Tristan Sauer wins 2025 Middlebrook Prize for young Canadian curators

GUELPH – The Art Gallery of Guelph (AGG) is pleased to announce that Tristan Sauer has been awarded the 2025 Middlebrook Prize for young Canadian curators. 

His project, Soft Internet Theory, has been selected as the winning submission and will be presented at the Art Gallery of Guelph from Sept. 18 to Jan. 4.

Created in 2012, the annual prize is awarded to a Canadian curator or curatorial team under 30 with the goal to support a resilient, sustainable, and inclusive arts sector in Canada. 

Each year, the Middlebrook Prize recognizes and demonstrates the vital role of artistic expression in an era of ongoing and unprecedented economic, political, environmental, and social upheaval. 

This year’s jury was composed of independent artist, writer, and curator Charles Campbell, curator of contemporary art, at the Art Gallery of Guelph Erin Szikora, and curator at the Confederation Centre Art Gallery Pan Wendt.

The “dead internet theory,” according to Sauer, “is an observation – one that the internet, the cornerstone for human connection, a replacement for the town square, the secret meeting spots, back alleys and bars, is now void of life. Gone are the unrestricted voices of the masses, replaced by white noise from bots and AI-generated images.”

Soft Internet Theory confronts the threat artificial intelligence poses to cyberspace by calling attention back to the handmade and the human heartbeat that once gave the internet its revolutionary potential. 

Rejecting the idea of the “dead internet,” the exhibition revises narratives of fear, artifice and anxiety with interactive sculpture, installation and textile works “that humanize technology, seek empathy in the digital, and create poetry in the CMD line,” Sauer added.

“Sauer did much more than just use the work of artists to illustrate a curator’s idea; the choice of works both embodied and opened up the theme,” stated Wendt. 

“Sauer’s proposal is forward thinking and timely”, notes Szikora. “The nuance and expertise he brings to this topic as both a curator and new media artist illuminates challenging realities that no longer feel avoidable.
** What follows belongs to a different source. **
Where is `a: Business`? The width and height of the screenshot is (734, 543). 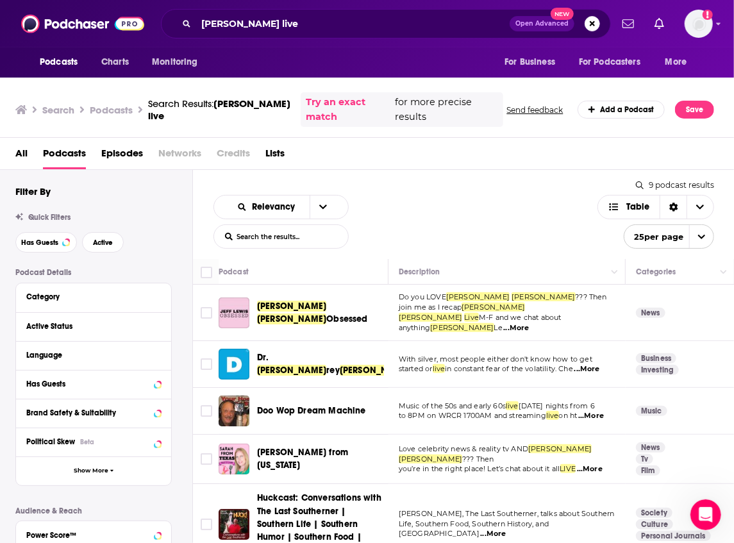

My congratulations!”

Sauer is a new media artist and curator critically interested in technology and capitalism, viewing their relationship as a potential modern-day Pandora’s box. 

His work explores the intersections between our digital and physical worlds, and how an inside-out look at internet culture and our response to “capitalist horrors within our comprehension” can reveal more about the human condition. 

Working with mediums such as wearable technology, electronic sculpture, and net-art, Sauer explores these topics through an afro-futurist lens, imagining and critiquing the outcomes of our relationships with technology on our future. 

A graduate of the new media program at Toronto Metropolitan University, Sauer has presented locally at the Plumb, Meridian Art Centre, Gallery 1313, Whippersnapper Gallery, Lansdowne Station, with The Artist Project, and Nuit Blanche. 

He has curated for Long Winter, Symbicocene Gallery, REEL Asian Film Festival, Xpace Cultural Centre, Ed Video Media Arts Centre, and C Magazine.

Founded in 2012, the Middlebrook Prize is a national prize awarded annually to foster social innovation and curatorial excellence in Canada while encouraging creative inquiry and public engagement. 

Selected by a jury of arts professionals, each winner is a curator or curatorial team under 30 who receives an honorarium as well as curatorial mentorship in the development of an exhibition.